Because the bar is really high if they’re a news outlet. You have to prove that they knew what they were saying was false, and did it with the intent to harm.
Besides, I’m sure SuperMicro just wants it to blow over and be done with it. Being in the news for a lawsuit will bring it up again and possibly harm them financially as people (managers who order) who don’t understand things have knee jerk reactions.
Bingo. Fighting it would just preserve the Streisand effect. There doesn't appear to have been any material impact from where I sit, and there haven't been any further stories along the same lines.
If Super Micro knows they didn’t do it, they should absolutely love the story. Buyback the underpriced shares and make a ton of free money once the market realized the Bloomberg story is false. I don’t know if they actually did that, but that’s what I would have done. I didn’t actually do that because I trusted Bloomberg a lot. But there was substantial profit to be made as an insider. I bet many/most employees made that trade, at the very least.

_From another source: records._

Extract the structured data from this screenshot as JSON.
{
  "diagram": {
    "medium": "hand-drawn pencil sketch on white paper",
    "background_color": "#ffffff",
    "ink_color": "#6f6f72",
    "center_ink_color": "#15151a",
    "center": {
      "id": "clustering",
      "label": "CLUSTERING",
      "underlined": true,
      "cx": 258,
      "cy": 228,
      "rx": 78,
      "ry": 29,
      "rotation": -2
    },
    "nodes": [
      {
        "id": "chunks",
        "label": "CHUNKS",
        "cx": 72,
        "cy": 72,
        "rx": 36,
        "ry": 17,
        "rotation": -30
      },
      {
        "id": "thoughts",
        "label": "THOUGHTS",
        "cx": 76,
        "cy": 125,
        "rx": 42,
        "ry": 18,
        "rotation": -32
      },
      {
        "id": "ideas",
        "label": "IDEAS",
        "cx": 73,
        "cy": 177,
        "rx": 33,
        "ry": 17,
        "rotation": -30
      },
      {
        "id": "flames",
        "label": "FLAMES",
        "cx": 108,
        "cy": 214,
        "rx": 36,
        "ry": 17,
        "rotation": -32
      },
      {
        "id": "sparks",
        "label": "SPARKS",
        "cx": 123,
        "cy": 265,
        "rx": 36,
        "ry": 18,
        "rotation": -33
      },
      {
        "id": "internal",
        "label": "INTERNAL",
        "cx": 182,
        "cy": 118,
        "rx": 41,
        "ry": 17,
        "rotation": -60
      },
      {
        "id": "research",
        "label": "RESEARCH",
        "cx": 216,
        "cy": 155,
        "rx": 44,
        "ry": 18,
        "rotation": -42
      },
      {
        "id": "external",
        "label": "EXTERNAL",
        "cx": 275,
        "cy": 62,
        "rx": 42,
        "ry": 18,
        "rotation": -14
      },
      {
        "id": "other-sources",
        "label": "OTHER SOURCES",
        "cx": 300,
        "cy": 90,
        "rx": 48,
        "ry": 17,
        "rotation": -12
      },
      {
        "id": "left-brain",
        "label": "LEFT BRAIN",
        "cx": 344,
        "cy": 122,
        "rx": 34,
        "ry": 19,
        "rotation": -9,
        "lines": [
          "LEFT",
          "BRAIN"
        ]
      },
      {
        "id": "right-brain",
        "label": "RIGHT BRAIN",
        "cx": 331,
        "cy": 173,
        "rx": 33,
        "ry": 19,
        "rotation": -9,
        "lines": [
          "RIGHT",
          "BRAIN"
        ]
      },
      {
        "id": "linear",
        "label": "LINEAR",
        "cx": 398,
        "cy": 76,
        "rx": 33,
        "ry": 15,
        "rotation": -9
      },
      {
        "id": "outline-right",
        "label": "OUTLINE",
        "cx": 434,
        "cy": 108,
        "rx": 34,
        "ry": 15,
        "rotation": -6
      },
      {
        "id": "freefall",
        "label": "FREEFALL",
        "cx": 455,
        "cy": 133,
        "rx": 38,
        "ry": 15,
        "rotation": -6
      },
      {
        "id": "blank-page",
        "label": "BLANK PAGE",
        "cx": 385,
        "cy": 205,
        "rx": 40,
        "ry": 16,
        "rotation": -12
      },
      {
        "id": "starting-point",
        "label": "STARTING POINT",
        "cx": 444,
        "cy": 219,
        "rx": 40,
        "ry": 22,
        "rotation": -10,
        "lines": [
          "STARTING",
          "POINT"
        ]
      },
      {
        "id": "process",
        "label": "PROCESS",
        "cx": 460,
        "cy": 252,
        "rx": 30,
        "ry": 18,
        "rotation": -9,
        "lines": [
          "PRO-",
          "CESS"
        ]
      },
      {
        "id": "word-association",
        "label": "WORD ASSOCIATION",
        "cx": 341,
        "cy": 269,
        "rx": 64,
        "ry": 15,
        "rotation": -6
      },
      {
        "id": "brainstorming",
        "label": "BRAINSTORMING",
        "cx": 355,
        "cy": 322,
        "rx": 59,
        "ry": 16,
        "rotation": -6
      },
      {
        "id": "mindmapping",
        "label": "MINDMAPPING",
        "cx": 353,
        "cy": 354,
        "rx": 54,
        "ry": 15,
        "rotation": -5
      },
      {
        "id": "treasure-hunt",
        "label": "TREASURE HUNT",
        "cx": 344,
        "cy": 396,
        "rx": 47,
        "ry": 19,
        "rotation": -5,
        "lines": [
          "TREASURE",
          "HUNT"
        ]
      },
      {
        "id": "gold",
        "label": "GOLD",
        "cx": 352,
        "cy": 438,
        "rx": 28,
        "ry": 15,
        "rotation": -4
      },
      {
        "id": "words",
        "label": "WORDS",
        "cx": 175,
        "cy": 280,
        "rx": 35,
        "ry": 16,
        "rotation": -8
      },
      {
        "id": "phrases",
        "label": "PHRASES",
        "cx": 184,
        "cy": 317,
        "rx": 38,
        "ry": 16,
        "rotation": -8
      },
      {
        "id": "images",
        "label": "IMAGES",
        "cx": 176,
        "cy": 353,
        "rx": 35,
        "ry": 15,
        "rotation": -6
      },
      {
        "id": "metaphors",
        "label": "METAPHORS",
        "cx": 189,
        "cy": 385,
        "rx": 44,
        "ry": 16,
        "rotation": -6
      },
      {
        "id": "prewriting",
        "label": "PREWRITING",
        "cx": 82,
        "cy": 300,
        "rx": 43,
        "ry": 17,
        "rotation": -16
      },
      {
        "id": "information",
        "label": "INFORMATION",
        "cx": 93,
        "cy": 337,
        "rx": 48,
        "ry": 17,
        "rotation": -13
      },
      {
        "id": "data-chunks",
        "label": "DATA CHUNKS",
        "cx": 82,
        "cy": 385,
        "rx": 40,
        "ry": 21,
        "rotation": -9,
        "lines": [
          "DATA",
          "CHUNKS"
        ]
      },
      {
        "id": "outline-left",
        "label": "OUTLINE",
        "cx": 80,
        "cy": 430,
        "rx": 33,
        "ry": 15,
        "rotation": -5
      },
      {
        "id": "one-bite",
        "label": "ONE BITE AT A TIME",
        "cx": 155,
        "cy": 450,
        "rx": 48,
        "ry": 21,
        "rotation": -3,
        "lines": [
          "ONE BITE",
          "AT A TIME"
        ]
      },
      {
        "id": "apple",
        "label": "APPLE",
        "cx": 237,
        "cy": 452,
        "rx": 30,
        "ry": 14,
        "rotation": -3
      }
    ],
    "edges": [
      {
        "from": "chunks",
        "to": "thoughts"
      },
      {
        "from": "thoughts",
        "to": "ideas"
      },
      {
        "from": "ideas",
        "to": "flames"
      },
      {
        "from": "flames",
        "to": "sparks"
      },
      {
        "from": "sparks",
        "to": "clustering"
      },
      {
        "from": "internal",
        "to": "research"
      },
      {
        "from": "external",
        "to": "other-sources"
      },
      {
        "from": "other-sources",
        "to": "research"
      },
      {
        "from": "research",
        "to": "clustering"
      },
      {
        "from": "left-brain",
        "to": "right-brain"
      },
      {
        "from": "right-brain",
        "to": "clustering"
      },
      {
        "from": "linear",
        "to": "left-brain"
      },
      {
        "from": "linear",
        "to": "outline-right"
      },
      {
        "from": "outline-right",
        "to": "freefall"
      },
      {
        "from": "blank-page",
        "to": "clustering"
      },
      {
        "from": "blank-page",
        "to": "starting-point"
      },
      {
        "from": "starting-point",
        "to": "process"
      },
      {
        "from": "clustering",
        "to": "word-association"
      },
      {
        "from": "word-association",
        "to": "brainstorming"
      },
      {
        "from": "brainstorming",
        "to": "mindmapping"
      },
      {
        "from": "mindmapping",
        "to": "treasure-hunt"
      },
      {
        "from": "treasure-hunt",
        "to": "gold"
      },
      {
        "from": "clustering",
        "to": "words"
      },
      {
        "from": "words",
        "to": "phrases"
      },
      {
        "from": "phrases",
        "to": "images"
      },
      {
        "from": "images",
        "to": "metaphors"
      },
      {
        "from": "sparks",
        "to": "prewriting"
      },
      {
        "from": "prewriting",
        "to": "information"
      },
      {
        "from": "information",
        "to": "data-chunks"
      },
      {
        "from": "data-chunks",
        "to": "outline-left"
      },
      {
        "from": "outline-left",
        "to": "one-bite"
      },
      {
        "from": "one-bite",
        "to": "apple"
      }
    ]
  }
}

It could also be the case that it never happened but Super Micro doesn't know for certain that it never happened. They may be pretty sure it never happened but unable to rule out the possibility that some portion of their organization was compromised by an intelligence agency.
Generally, when a company doesn't sue over something like this, it's because they don't have a case. And that always means that enough of the allegations are true that they couldn't win an absolutely massive judgement in court.
Because in the US, truth is an absolute defense to the defamation torts. (The same is not truth in the UK; you can still be liable for defamation even if everything you said is true. See, e.g., the case of the Nazi-fetishist MP.)
The Streisand effect is not a thing companies worry about. Because more brand damage = more monetary damages to collect.